AUTHOR=Silverman Michael J. TITLE=Effects of Educational Music Therapy on State Hope for Recovery in Acute Care Mental Health Inpatients: A Cluster-Randomized Effectiveness Study JOURNAL=Frontiers in Psychology VOLUME=7 YEAR=2016 URL=https://www.frontiersin.org/journals/psychology/articles/10.3389/fpsyg.2016.01569 DOI=10.3389/fpsyg.2016.01569 ISSN=1664-1078 ABSTRACT=

Background: There has been an increasing emphasis on recovery as the expectation for people with mental health disorders.

Purpose: The purpose of this effectiveness study is to determine if group-based educational music therapy can immediately impact state hope for recovery in acute care mental health patients. Research questions included: will acute care mental health inpatients who participate in a single music therapy session have higher agency and pathway aspects of state hope for recovery than patients in a control condition? Will there be differences in state hope for recovery as a result of hope-oriented songwriting or lyric analysis interventions?

Method: Participants (N = 169) were cluster randomized to one of three single-session conditions: lyric analysis, songwriting, or wait-list control.

Results: There was no significant between-group difference. However, both music therapy conditions tended to have slightly higher mean pathway, agency, and total state hope scores than the control condition even within the temporal parameters of a single music therapy session. There was no between-group difference in the songwriting and lyric analysis interventions.

Conclusion: Although not significant, results support that educational music therapy may impact state hope for recovery within the temporal parameters of a single session. The specific type of educational music therapy intervention did not affect results. Implications for practice, limitations, and suggestions for future research are provided.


Your goal -
Scan the data below for the string "column". Copy every line where it appears.

Entries provided -
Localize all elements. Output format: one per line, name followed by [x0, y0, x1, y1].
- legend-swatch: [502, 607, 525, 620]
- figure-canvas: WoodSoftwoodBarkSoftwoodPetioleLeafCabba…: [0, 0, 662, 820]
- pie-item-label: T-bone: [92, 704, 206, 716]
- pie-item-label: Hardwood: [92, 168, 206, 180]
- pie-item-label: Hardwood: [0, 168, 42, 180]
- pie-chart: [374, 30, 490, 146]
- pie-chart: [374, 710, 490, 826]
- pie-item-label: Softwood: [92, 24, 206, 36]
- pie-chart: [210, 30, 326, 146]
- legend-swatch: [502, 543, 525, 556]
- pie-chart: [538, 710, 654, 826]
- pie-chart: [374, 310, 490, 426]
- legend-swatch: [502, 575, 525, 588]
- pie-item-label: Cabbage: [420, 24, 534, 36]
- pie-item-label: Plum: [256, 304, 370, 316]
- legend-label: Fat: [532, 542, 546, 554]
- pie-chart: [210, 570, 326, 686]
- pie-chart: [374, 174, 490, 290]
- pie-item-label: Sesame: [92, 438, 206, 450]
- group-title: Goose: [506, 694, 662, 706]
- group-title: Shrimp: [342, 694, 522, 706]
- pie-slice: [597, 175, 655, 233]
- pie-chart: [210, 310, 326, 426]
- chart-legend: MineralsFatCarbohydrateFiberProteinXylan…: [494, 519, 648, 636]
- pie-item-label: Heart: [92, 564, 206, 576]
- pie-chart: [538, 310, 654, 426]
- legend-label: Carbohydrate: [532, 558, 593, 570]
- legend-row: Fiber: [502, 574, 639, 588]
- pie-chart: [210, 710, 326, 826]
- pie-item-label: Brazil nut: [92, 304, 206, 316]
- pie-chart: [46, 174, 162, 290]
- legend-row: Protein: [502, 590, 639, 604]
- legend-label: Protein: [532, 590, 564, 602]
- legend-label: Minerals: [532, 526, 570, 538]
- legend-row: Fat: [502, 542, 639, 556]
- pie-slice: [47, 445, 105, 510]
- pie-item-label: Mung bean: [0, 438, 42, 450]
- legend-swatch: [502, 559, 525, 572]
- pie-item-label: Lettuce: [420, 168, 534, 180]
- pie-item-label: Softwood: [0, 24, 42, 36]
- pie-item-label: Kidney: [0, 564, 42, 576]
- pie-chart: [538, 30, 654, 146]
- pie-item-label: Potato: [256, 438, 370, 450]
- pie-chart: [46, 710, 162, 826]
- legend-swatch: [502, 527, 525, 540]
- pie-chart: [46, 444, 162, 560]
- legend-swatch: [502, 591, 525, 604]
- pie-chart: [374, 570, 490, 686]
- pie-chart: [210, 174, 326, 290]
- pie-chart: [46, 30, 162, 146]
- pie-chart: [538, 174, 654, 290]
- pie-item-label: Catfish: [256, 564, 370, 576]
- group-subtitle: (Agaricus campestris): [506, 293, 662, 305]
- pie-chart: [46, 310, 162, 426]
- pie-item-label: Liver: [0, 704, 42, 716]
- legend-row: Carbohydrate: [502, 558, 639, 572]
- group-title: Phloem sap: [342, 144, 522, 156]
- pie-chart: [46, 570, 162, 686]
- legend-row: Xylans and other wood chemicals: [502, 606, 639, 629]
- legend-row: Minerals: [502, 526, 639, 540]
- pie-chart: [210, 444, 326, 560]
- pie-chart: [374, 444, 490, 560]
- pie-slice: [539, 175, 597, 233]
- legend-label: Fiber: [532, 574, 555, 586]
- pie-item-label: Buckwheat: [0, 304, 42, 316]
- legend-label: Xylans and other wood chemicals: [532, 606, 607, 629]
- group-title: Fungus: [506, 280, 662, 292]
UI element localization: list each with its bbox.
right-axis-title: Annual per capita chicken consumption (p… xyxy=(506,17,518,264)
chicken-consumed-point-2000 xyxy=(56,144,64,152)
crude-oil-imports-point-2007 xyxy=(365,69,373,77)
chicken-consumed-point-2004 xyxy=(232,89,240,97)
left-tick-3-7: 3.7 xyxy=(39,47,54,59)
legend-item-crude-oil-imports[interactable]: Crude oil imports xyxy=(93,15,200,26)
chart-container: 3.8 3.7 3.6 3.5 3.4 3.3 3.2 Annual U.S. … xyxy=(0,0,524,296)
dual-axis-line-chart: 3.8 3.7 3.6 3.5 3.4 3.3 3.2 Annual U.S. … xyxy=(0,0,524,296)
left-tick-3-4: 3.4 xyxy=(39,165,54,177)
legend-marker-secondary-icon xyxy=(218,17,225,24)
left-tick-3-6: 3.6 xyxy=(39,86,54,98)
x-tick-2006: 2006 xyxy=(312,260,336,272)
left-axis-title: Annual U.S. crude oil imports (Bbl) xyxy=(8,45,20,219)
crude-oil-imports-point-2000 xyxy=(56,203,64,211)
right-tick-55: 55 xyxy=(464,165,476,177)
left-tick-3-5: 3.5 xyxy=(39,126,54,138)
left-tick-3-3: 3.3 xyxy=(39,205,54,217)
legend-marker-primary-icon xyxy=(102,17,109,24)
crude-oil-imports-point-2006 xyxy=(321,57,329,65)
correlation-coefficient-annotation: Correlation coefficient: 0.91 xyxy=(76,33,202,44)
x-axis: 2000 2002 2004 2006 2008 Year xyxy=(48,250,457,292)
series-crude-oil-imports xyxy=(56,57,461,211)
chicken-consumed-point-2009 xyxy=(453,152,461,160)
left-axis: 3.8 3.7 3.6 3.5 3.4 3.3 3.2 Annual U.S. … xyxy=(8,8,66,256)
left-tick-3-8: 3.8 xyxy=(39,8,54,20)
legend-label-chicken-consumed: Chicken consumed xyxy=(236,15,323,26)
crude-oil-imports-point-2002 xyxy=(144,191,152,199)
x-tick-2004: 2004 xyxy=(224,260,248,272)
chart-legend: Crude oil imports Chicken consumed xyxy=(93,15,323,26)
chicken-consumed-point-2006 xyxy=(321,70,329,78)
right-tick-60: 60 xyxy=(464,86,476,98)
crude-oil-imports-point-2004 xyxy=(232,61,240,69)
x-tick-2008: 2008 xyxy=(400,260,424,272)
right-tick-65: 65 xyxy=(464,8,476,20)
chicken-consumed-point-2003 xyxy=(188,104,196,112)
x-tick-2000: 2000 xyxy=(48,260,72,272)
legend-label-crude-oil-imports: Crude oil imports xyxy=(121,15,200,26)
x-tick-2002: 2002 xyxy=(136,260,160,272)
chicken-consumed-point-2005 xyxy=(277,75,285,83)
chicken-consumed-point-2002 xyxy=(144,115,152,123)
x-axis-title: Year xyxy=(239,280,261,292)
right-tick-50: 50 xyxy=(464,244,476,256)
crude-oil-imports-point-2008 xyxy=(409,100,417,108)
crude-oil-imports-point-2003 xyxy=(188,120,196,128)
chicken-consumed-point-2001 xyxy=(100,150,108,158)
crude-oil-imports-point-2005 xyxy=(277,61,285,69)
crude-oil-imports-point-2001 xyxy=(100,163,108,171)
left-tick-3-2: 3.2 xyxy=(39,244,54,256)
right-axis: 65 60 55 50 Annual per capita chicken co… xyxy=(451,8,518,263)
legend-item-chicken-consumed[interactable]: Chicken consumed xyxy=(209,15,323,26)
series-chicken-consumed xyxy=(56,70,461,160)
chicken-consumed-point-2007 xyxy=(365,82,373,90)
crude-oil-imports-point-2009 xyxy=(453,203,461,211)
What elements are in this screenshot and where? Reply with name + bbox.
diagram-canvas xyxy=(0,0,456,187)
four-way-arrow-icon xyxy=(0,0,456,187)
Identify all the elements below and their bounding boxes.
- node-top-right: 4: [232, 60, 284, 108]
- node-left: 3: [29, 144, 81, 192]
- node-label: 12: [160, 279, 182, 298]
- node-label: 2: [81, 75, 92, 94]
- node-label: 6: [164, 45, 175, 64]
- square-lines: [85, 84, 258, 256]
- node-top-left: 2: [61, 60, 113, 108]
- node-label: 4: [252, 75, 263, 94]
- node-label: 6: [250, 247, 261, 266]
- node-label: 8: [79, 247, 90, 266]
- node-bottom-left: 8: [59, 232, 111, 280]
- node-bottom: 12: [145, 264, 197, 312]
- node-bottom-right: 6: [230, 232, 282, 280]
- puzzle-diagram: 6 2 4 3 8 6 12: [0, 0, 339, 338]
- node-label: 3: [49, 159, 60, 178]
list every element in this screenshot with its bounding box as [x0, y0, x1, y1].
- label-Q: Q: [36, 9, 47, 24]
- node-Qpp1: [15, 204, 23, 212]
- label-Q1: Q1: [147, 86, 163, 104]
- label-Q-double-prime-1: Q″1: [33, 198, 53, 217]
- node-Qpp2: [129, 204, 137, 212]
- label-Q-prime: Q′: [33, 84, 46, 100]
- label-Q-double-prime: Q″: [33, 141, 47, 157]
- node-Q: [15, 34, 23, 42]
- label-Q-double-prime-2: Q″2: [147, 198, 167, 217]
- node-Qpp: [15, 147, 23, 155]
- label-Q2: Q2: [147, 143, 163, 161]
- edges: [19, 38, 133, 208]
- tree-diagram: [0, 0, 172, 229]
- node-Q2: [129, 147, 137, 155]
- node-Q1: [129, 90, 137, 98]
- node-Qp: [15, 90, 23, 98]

---

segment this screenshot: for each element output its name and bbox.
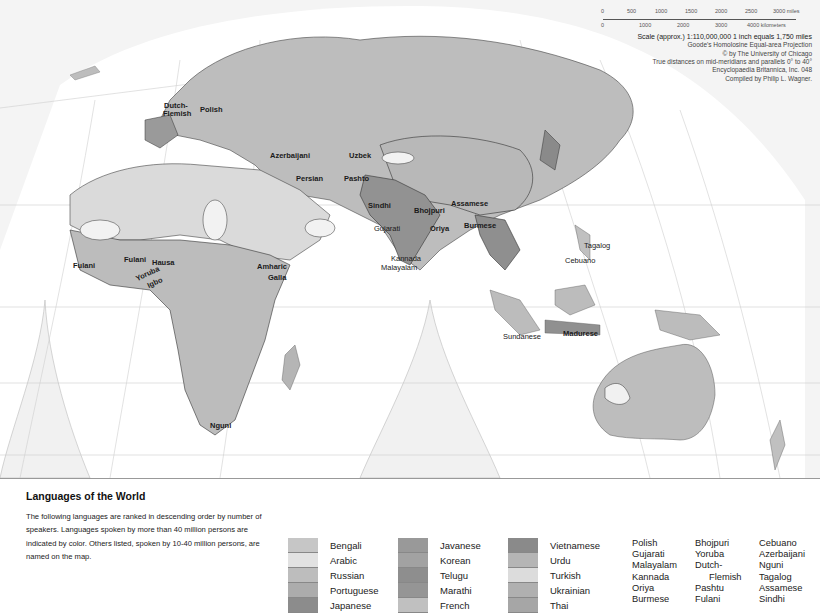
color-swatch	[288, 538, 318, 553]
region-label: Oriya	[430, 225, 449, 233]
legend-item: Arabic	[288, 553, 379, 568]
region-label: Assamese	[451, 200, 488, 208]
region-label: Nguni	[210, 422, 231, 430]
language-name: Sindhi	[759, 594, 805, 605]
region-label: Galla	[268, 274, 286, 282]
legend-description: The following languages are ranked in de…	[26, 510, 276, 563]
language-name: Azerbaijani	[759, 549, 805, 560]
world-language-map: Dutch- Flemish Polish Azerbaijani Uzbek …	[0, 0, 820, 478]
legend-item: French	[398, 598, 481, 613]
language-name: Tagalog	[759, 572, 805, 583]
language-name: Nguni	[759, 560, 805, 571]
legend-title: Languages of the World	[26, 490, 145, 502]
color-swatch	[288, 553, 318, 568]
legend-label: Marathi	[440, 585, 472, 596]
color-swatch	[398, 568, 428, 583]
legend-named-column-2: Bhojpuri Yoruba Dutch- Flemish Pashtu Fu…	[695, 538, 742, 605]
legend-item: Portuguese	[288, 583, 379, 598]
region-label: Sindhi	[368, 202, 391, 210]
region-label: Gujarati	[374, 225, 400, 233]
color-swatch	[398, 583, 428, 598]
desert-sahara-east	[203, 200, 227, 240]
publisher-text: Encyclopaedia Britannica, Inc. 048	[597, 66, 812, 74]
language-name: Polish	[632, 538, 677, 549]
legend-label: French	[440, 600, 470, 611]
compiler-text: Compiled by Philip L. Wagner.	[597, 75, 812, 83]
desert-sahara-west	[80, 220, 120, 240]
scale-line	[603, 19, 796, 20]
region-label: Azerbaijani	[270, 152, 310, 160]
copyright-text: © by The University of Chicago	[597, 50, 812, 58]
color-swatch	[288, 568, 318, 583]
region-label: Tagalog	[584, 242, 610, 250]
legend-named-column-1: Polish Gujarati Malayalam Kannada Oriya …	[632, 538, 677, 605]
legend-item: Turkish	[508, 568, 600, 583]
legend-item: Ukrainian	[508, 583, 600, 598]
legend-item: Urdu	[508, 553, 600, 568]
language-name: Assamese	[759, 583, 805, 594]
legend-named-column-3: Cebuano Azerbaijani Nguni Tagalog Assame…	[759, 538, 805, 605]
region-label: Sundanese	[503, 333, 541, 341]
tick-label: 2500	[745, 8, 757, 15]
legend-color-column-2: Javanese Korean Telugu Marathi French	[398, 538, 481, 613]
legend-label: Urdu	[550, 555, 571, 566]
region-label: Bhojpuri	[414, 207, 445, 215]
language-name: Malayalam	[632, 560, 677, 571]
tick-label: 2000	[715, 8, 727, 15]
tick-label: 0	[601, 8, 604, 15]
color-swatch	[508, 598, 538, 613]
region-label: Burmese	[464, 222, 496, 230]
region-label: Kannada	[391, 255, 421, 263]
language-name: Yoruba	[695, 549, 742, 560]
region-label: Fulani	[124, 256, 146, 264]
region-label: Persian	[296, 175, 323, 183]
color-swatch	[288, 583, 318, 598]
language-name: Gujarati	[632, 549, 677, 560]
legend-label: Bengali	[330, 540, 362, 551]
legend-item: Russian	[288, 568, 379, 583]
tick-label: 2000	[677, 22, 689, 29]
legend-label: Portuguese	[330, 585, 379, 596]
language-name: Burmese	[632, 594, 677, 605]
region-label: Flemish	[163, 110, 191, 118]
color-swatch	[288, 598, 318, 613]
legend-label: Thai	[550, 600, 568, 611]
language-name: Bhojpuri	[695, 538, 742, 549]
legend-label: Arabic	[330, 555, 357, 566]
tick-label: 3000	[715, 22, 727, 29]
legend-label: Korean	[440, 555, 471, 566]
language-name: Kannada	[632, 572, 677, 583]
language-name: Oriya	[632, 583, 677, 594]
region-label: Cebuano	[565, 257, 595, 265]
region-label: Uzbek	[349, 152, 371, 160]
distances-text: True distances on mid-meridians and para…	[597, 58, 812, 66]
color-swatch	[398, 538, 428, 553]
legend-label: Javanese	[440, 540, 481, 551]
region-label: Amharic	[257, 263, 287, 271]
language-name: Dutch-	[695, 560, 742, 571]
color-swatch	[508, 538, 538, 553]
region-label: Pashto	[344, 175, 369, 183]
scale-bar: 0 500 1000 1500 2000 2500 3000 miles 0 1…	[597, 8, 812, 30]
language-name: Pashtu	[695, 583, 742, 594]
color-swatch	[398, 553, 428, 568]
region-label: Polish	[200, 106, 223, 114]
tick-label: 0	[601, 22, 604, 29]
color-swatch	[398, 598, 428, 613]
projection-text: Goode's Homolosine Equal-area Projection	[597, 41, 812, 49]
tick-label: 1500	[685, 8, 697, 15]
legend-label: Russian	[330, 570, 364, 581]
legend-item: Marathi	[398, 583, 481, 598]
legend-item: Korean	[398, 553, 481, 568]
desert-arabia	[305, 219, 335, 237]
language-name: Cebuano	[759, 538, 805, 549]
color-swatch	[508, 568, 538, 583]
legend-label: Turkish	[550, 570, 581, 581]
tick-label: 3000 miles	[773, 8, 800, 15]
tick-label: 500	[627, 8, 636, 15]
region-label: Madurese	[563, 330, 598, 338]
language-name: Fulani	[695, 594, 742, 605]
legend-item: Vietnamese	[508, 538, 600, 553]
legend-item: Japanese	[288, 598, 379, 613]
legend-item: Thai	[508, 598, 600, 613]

...

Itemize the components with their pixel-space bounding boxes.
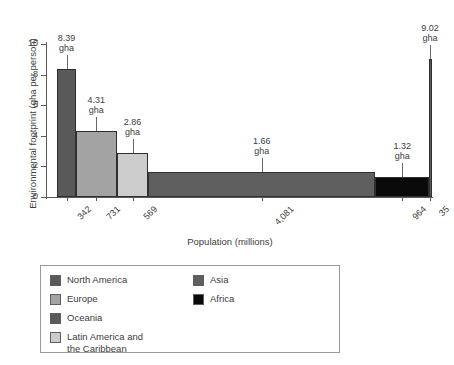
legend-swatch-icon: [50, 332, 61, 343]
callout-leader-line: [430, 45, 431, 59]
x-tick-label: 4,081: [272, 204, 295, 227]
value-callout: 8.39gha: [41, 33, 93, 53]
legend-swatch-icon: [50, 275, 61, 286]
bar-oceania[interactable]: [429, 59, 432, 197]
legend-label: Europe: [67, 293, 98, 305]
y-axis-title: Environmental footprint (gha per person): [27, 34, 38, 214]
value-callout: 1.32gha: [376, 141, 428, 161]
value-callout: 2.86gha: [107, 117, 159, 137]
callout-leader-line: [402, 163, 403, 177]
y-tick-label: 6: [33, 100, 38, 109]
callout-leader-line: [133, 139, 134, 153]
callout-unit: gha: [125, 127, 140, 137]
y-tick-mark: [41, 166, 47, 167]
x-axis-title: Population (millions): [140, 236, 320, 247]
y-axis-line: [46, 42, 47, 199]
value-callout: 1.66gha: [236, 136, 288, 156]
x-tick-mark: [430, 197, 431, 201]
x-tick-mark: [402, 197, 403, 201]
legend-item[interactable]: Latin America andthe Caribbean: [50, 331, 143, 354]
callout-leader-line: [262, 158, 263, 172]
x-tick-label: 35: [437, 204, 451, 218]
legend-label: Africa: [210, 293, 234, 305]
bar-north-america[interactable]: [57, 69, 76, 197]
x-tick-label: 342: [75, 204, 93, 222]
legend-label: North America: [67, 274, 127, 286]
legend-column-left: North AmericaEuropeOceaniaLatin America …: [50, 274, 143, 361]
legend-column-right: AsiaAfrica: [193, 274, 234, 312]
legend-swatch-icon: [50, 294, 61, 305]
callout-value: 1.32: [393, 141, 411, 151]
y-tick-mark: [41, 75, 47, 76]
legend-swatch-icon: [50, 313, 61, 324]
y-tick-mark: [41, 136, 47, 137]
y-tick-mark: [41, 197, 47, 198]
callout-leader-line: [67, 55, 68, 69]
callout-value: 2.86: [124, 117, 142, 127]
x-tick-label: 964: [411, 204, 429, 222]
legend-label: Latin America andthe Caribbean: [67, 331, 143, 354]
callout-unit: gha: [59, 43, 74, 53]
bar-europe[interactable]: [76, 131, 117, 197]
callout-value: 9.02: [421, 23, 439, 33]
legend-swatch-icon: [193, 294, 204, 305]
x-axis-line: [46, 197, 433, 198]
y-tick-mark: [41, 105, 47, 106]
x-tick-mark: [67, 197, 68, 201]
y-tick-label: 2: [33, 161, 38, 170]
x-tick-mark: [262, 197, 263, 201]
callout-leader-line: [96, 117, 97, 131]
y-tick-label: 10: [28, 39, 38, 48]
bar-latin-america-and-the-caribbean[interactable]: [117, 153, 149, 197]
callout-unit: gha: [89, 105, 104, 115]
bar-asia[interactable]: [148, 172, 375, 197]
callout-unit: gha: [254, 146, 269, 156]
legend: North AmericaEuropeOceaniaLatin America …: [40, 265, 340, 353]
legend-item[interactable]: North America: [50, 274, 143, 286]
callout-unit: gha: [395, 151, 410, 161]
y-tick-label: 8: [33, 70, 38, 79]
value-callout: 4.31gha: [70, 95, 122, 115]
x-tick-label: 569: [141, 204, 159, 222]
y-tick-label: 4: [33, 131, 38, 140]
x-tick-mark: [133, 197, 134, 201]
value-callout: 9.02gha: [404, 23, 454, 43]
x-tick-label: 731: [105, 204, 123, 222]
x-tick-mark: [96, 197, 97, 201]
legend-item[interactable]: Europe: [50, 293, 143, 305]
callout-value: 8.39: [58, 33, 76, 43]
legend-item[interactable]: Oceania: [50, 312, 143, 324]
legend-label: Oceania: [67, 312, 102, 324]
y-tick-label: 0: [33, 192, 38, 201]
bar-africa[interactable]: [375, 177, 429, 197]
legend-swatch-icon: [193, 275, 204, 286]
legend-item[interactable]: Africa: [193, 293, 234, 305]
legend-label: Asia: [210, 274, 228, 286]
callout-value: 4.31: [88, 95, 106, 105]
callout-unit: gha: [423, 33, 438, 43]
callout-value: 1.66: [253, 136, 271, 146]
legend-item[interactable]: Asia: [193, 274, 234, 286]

Answer to the problem -
legend-named-column-2: Bhojpuri Yoruba Dutch- Flemish Pashtu Fu…	[695, 538, 742, 605]
legend-named-column-1: Polish Gujarati Malayalam Kannada Oriya …	[632, 538, 677, 605]
legend-named-column-3: Cebuano Azerbaijani Nguni Tagalog Assame…	[759, 538, 805, 605]
legend-color-column-2: Javanese Korean Telugu Marathi French	[398, 538, 481, 613]
legend-column-left: North AmericaEuropeOceaniaLatin America …: [50, 274, 143, 361]
legend-column-right: AsiaAfrica: [193, 274, 234, 312]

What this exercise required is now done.